Sen. Ethan Corson, D-Fairway, said the bill championed by Hilderbrand and other Republican senators was among election reform legislation considered in the 2022 session that wasn’t sought by county or election clerks or Secretary of State Scott Schwab, a Republican.
“We are, I think, improperly inserting ourselves into a really complicated system,” Corson said. “We have secure elections. There is not a problem.”
He said proponents of state-mandated growth in the election bureaucracy were the type of folks likely to reveal anxiety about alien invasions. He said the rush to expand state statute could result in less-secure elections and convince poll workers to quit what many considered a civic duty.
“We just have to level with some our constituents and say, ‘They are frankly misinformed,'” Corson said. “We cannot continue at taxpayer expense cater to the whim of every constituent who got a weird Facebook message about our elections not being secure.”
Sen. Beverly Gossage, R-Eudora, said she’d worked as a poll judge and was impressed by how strict election workers were about accuracy. Still, she said, the bill was needed to reassure some Kansans that elections hadn’t been compromised by cheaters.

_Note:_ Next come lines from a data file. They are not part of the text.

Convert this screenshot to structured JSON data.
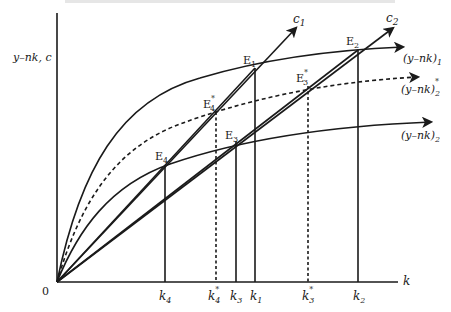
{
  "diagram": {
    "title_cropped": "",
    "y_axis_label": "y–nk, c",
    "x_axis_label": "k",
    "origin_label": "0",
    "curves": [
      {
        "name": "(y–nk)_1",
        "base": "(y–nk)",
        "sub": "1",
        "sup": "",
        "style": "solid"
      },
      {
        "name": "(y–nk)*_2",
        "base": "(y–nk)",
        "sub": "2",
        "sup": "*",
        "style": "dashed"
      },
      {
        "name": "(y–nk)_2",
        "base": "(y–nk)",
        "sub": "2",
        "sup": "",
        "style": "solid"
      }
    ],
    "rays": [
      {
        "name": "c_1",
        "base": "c",
        "sub": "1"
      },
      {
        "name": "c_2",
        "base": "c",
        "sub": "2"
      }
    ],
    "points": [
      {
        "id": "E1",
        "base": "E",
        "sub": "1",
        "sup": ""
      },
      {
        "id": "E2",
        "base": "E",
        "sub": "2",
        "sup": ""
      },
      {
        "id": "E3star",
        "base": "E",
        "sub": "3",
        "sup": "*"
      },
      {
        "id": "E4star",
        "base": "E",
        "sub": "4",
        "sup": "*"
      },
      {
        "id": "E3",
        "base": "E",
        "sub": "3",
        "sup": ""
      },
      {
        "id": "E4",
        "base": "E",
        "sub": "4",
        "sup": ""
      }
    ],
    "x_ticks": [
      {
        "id": "k4",
        "base": "k",
        "sub": "4",
        "sup": "",
        "style": "solid"
      },
      {
        "id": "k4star",
        "base": "k",
        "sub": "4",
        "sup": "*",
        "style": "dashed"
      },
      {
        "id": "k3",
        "base": "k",
        "sub": "3",
        "sup": "",
        "style": "solid"
      },
      {
        "id": "k1",
        "base": "k",
        "sub": "1",
        "sup": "",
        "style": "solid"
      },
      {
        "id": "k3star",
        "base": "k",
        "sub": "3",
        "sup": "*",
        "style": "dashed"
      },
      {
        "id": "k2",
        "base": "k",
        "sub": "2",
        "sup": "",
        "style": "solid"
      }
    ]
  }
}
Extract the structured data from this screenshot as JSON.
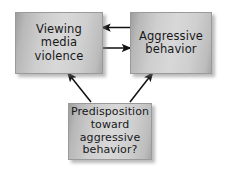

“I’m sure that the good senator from Johnson, Sen. Corson, didn’t mean to insult the people who have been contacting me as well that are very concerned about elections and about ballots being lost,” Gossage said. “I think this will just help allay their fears. I don’t see them as people who are looking and saying, ‘I saw a UFO.'”

Hilderbrand, who was pummeled with questions about implementation details during Senate debate on the bill, said he didn’t understand why the exchange devolved into discussion of aliens.
“Not sure what that was about,” said Hilderbrand, who pivoted to his election experiences in Cherokee County. “I introduced this bill not because I was sitting at home one night and didn’t have anything else to do and was just trying to think of ways to make certain senators uneasy about an election bill.”
Democratic Sen. Marci Francisco of Lawrence offered a motion — soundly rejected — to send the bill back for work by a Senate committee, especially to clarify language about who was responsible to participate in the affidavit system. The bill says the secretary of state would be responsible for filling regulatory gaps in the legislation in consultation with county election officials.
Democratic Sen. Oletha Faust-Goudeau of Wichita, said the Legislature didn’t have any business passing bills on a subject as important as elections without clear understanding of how changes would play out.
“I don’t want people being arrested just for a simple mistake,” she said. “We don’t want to scare away people.”
Sen. Rob Olson, an Olathe Republican, said the bill would help build public confidence in county election officials and the secretary of state’s office.
“After the last couple elections,” Olson said, “people that I’ve talked to, they’re concerned about how they went.”